- YOUR INSTRUCTIONS -
Only text lines belong in the answer: the lines from the first one in the records through the line with "This screenshot has width=1092, height=614.", copied exactly.

Collected data:
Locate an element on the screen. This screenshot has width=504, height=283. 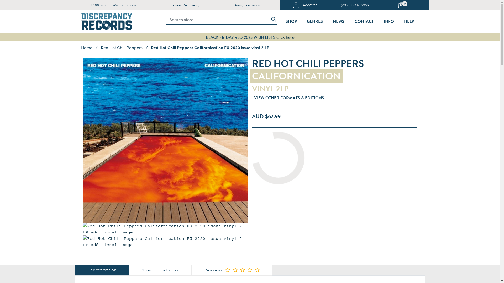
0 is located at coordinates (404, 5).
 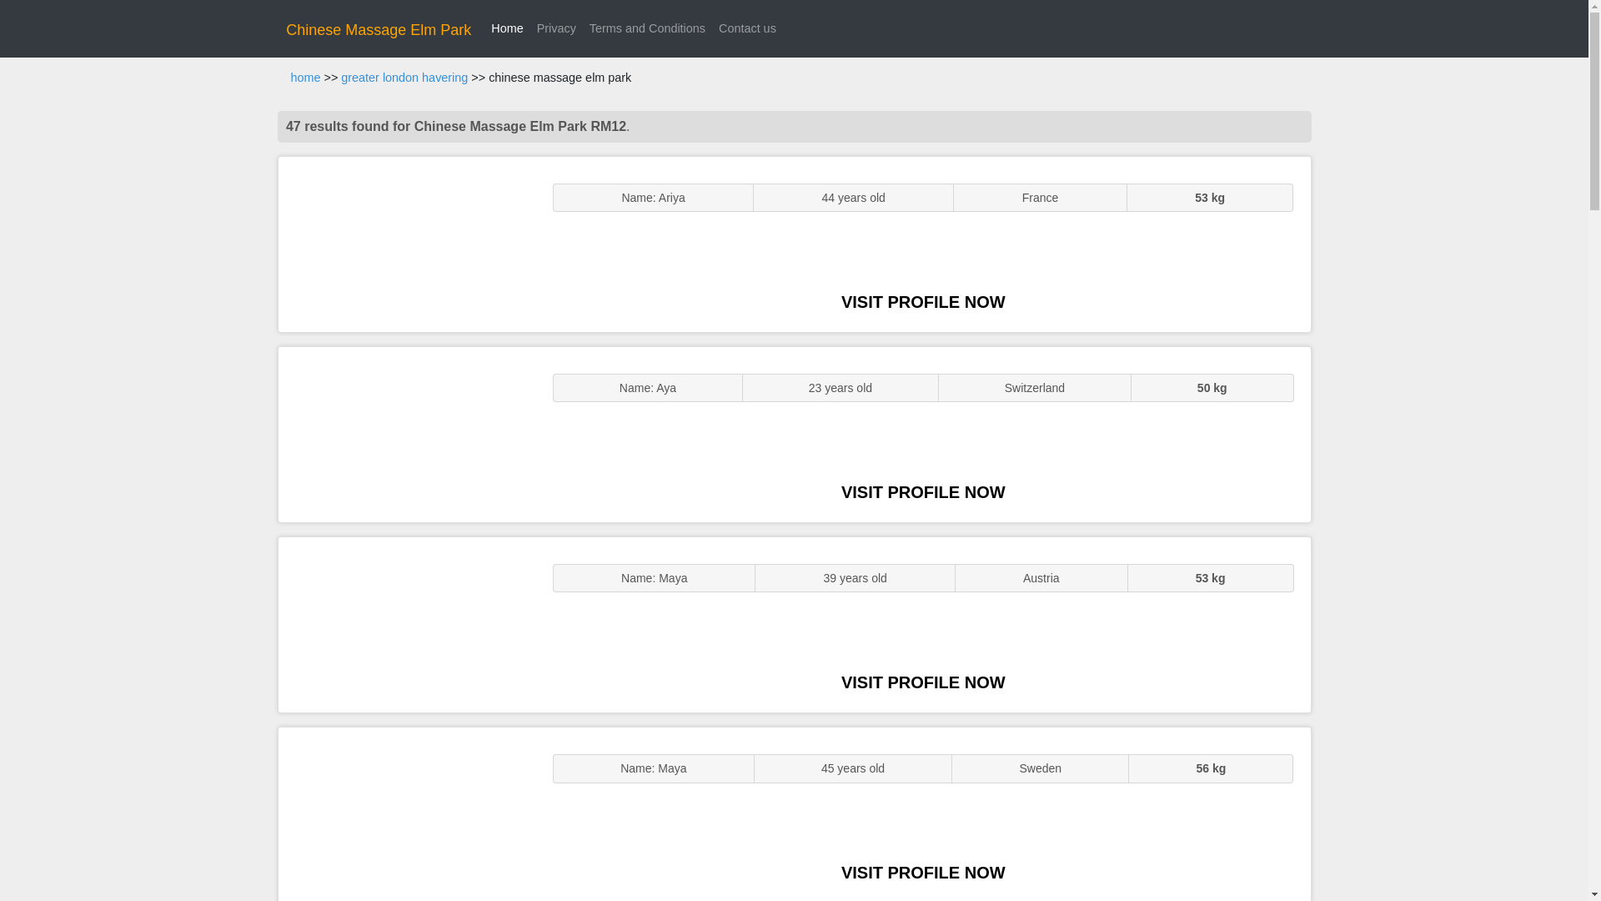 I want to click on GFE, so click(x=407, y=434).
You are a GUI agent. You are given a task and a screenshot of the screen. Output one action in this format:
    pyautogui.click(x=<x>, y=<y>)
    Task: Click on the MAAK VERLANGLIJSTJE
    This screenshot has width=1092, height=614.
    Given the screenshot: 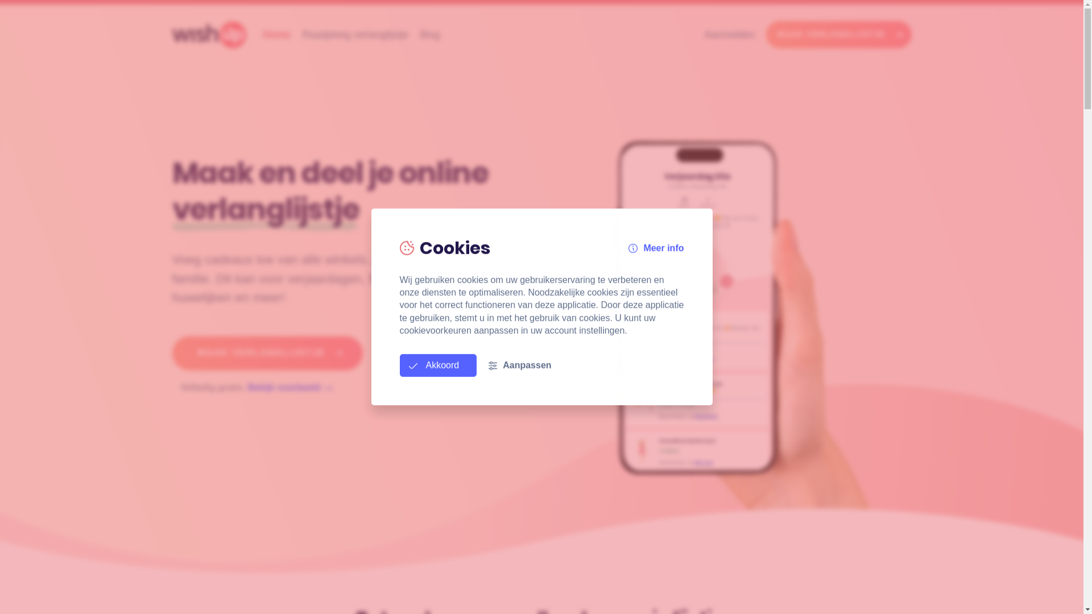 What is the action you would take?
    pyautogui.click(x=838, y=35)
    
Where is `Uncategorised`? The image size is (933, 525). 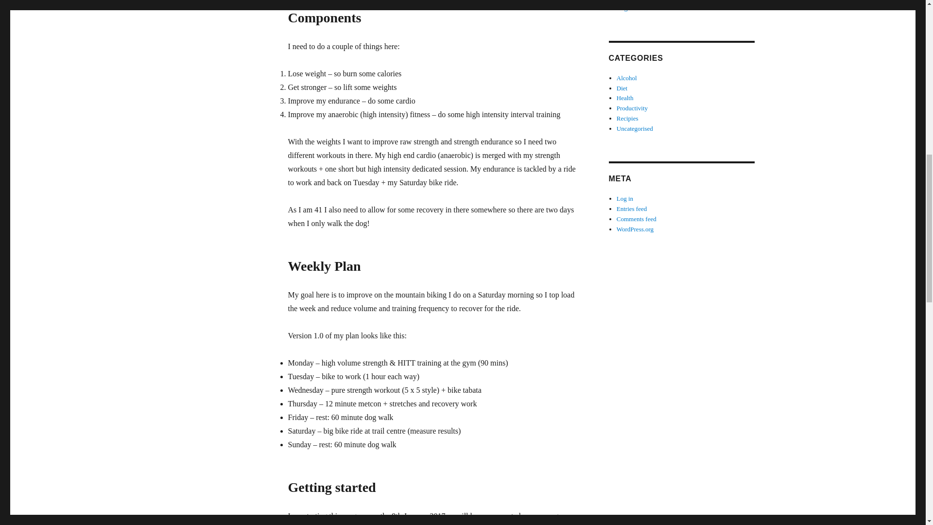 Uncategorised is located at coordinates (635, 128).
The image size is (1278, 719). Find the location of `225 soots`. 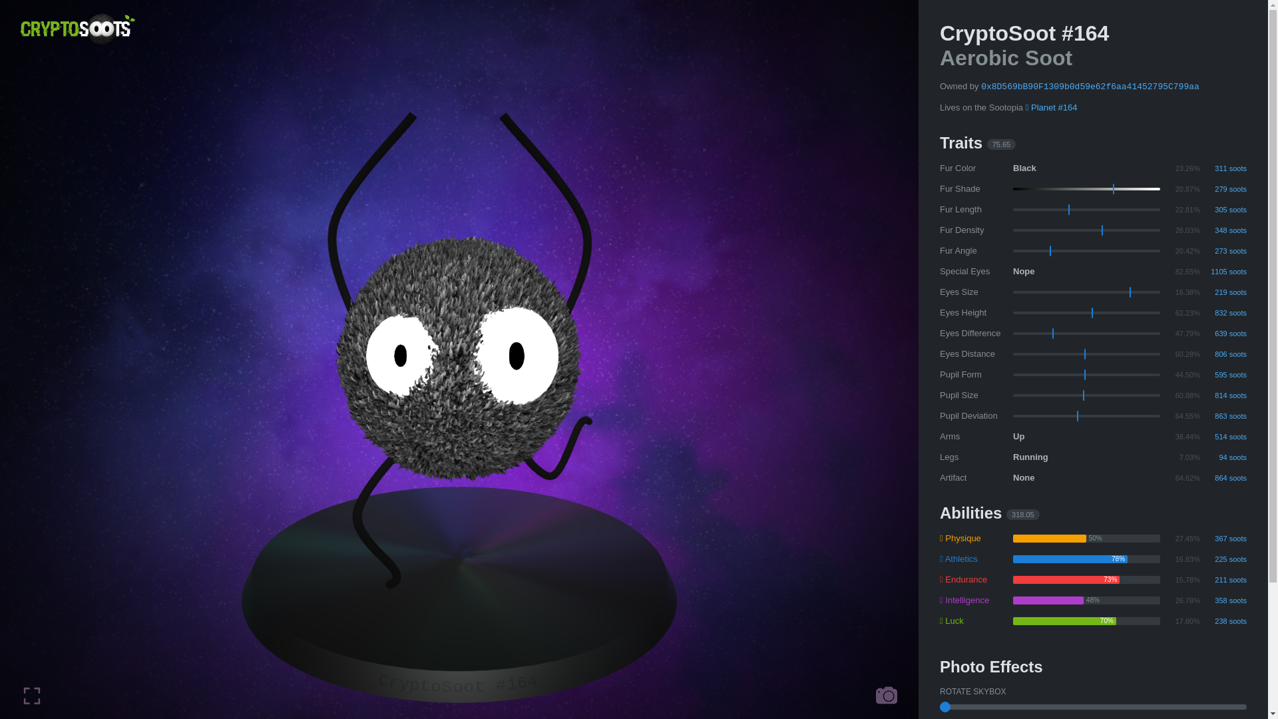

- SOLUTION TO THE PROBLEM -
Locate an element on the screen. This screenshot has width=504, height=283. 
0 is located at coordinates (404, 5).
  I want to click on GFE, so click(x=407, y=434).
You are a GUI agent. You are given a task and a screenshot of the screen. Output one action in this format:
    pyautogui.click(x=<x>, y=<y>)
    Task: Click on the MAAK VERLANGLIJSTJE
    This screenshot has width=1092, height=614.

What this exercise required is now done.